> 4. Using CSS for laying out a TUI app makes no sense (unless you are a web developer and have Stockholm syndrome from using it for web apps?)
Fun fact: CSS had, since CSS 2.0, the media type ‘tty’, for use in media queries targeting text browsers like links or lynx or such:
@media tty {
body {
max-width: 80ch;
}
}
With the powers of flexbox and grid and a limitation on those new character-based lengths I could imagine an alternative future with TUIs in a CSS layout.
But afaik ‘tty’ has never been implemented and as such never been used. In CSS Media Queries Level 4 all media types outside of ‘all’ and ‘screen’ have been deprecated.
(Also observe the note: “it is expected that all of the media types will also be deprecated in time, as appropriate media features are defined which capture their important differences.” Although features are a technically superior approach, replacing print in this way is never going to be particularly practical or pragmatic. I’m not convinced they’ll ever get to that point, and am confident they will never take the same deprecation route for ‘print’ as they have for the rest, making them never-matching (and ‘all’ and ‘screen’ are certainly not going to get that treatment).)
Fun fact: CSS had, since CSS 2.0, the media type ‘tty’, for use in media queries targeting text browsers like links or lynx or such:
With the powers of flexbox and grid and a limitation on those new character-based lengths I could imagine an alternative future with TUIs in a CSS layout.But afaik ‘tty’ has never been implemented and as such never been used. In CSS Media Queries Level 4 all media types outside of ‘all’ and ‘screen’ have been deprecated.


• EXERCISE BRIEF
Wherever a line in the data holds the word "page", pull that line out.

[Figure content listings]
■ ■ ■ ■ ■

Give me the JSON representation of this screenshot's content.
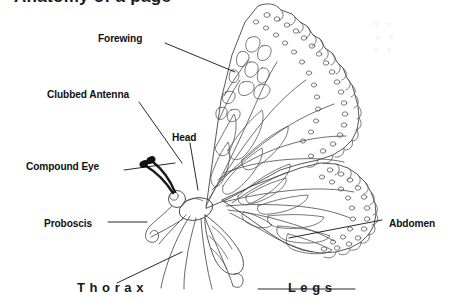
{
  "page": {
    "title_partial": "Anatomy of a page",
    "background_color": "#ffffff",
    "ink_color": "#111111",
    "width": 457,
    "height": 303
  },
  "diagram": {
    "labels": [
      {
        "id": "forewing",
        "text": "Forewing",
        "x": 98,
        "y": 33,
        "leader": {
          "x1": 165,
          "y1": 43,
          "x2": 235,
          "y2": 72
        }
      },
      {
        "id": "clubbed-antenna",
        "text": "Clubbed Antenna",
        "x": 47,
        "y": 89,
        "leader": {
          "x1": 139,
          "y1": 102,
          "x2": 182,
          "y2": 163
        }
      },
      {
        "id": "head",
        "text": "Head",
        "x": 172,
        "y": 132,
        "leader": {
          "x1": 190,
          "y1": 143,
          "x2": 198,
          "y2": 190
        }
      },
      {
        "id": "compound-eye",
        "text": "Compound Eye",
        "x": 26,
        "y": 161,
        "leader": {
          "x1": 124,
          "y1": 170,
          "x2": 175,
          "y2": 163
        }
      },
      {
        "id": "proboscis",
        "text": "Proboscis",
        "x": 44,
        "y": 218,
        "leader": {
          "x1": 108,
          "y1": 222,
          "x2": 147,
          "y2": 222
        }
      },
      {
        "id": "abdomen",
        "text": "Abdomen",
        "x": 389,
        "y": 218,
        "leader": {
          "x1": 289,
          "y1": 238,
          "x2": 382,
          "y2": 220
        }
      }
    ],
    "spaced_labels": [
      {
        "id": "thorax",
        "text": "T h o r a x",
        "x": 77,
        "y": 281,
        "leader": {
          "x1": 117,
          "y1": 283,
          "x2": 182,
          "y2": 252
        }
      },
      {
        "id": "legs",
        "text": "L e g s",
        "x": 288,
        "y": 281,
        "leader": {
          "x1": 258,
          "y1": 289,
          "x2": 355,
          "y2": 289
        }
      }
    ]
  }
}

■ ■ ■ ■ ■

• PROBLEM SOLUTION
  "page": {
    "title_partial": "Anatomy of a page",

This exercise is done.